The words ‘excuse’ and ‘justification’ are so similar that it feels inevitable that they will be interchanged. Even native English speakers aren’t certain of the difference if you press them, other than the fact that a lot of them know that lame more often modifies our ‘excuses,’ while good often qualifies our ‘justifications.’

When sorting through which are ‘valid’ and which are not, it’s important to remember that the vast majority of the time, most people do not intend to do harm when harm is caused. And if they do intend to cause it, it’s usually because they feel they’re trying to regain ground they feel they have already lost, so they see it more as a justified attempt at ‘equalization’ more than they’ll see it as an ‘attack.’ Regardless, even a supposedly ‘equalizing retaliation’ is really just a new attack. It’s an aggressive form of blaming someone for a perceived over-blaming of us. In essence then, the harm done is another form of blame that happens thanks to justification.

Since blame is an offensive act, the only logical reaction is a defensive one, so we shouldn’t be surprised that ‘justifications’ and ‘excuses’ are both defensive terms. The difference is, the justifier believes their reasoning to be valid, whereas in an excuse we generally believe that someone is trying to avoid their actual responsibilities. But if that’s the case, who decides which it is?

Remember from paragraph two; people don’t see themselves as ‘starting’ problems. They see the blame as them ‘making things right.’ If someone won’t accept our blame then we feel things cannot be made right, and this just intensifies the desire to blame. But what do we mean by made right?

The fact is, most people give justifications, but hear excuses. So what our explanation gets called is often dependant on who’s naming it. That’s why it’s called being held responsible. It’s not like people feel we would stay still for it if we were going to experience blame.
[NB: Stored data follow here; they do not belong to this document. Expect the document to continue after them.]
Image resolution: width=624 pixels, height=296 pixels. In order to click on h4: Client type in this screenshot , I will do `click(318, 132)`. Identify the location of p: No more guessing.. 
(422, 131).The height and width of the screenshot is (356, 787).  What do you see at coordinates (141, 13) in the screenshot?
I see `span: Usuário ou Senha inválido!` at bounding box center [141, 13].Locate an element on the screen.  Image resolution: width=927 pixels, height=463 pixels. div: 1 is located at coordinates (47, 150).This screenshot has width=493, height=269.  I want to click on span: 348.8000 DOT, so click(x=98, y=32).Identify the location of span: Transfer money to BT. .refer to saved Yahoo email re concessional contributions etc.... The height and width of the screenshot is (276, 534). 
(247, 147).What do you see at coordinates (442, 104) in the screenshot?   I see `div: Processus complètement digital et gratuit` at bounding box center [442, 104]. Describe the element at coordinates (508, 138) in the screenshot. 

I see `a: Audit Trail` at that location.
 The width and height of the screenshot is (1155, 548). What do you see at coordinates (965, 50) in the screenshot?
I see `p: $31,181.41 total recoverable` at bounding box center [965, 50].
Even our dogs hide when they feel they’ve done something wrong.

This means the sender sends blame, the blamed offer their justifications, and then the blamer either accepts the justification or they rename the justification an ‘excuse.’ But even if we don’t want to accept an excuse, that doesn’t mean that the person who offered it doesn’t feel justified. Which leaves us with two definitions of the same event, which is yet another clear demonstration that the world is made up of individual perspectives, not one central truth.

In the end there are neither ‘justifications’ nor ‘excuses.’ There are only the opinions or judgments of those ascribing them. Which begs the question: why do we feel it necessary to offer so many justifications to the opinions we hear? We know when we feel good about what we’ve done and when we feel bad. That should be our divining rod, not random people’s, random, ever-changing opinions.
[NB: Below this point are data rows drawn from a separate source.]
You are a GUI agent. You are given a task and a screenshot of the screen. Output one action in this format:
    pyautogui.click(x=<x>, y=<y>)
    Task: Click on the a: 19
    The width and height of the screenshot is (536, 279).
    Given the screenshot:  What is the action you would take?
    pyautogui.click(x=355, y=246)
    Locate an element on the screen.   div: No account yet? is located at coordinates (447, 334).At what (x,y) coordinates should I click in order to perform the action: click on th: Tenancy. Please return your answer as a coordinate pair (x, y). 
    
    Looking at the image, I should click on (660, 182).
Forget making excuses for your life. Forget justifying it. See ‘excuses’ and ‘justifications’ for what they really are: explanations that people will either accept or not accept. How honest we’re being will have little to do with whether others believe us or not.

People will make judgments about our lives all the time. Our job isn’t to make them stop, or to justify our actions. Our only spiritual responsibility is to do our best to stay on a path where we feel good inside about our reasons, even if they were only good reasons when we made the decision. After the moment it was made in, even our own view of our own choices is really just another opinion. But  we don’t want to live inside that kind of life-limiting, second-guessing, self-talk. Not when there is such an impressive version of us just waiting to emerge from the shadows of all of that negative self-talk.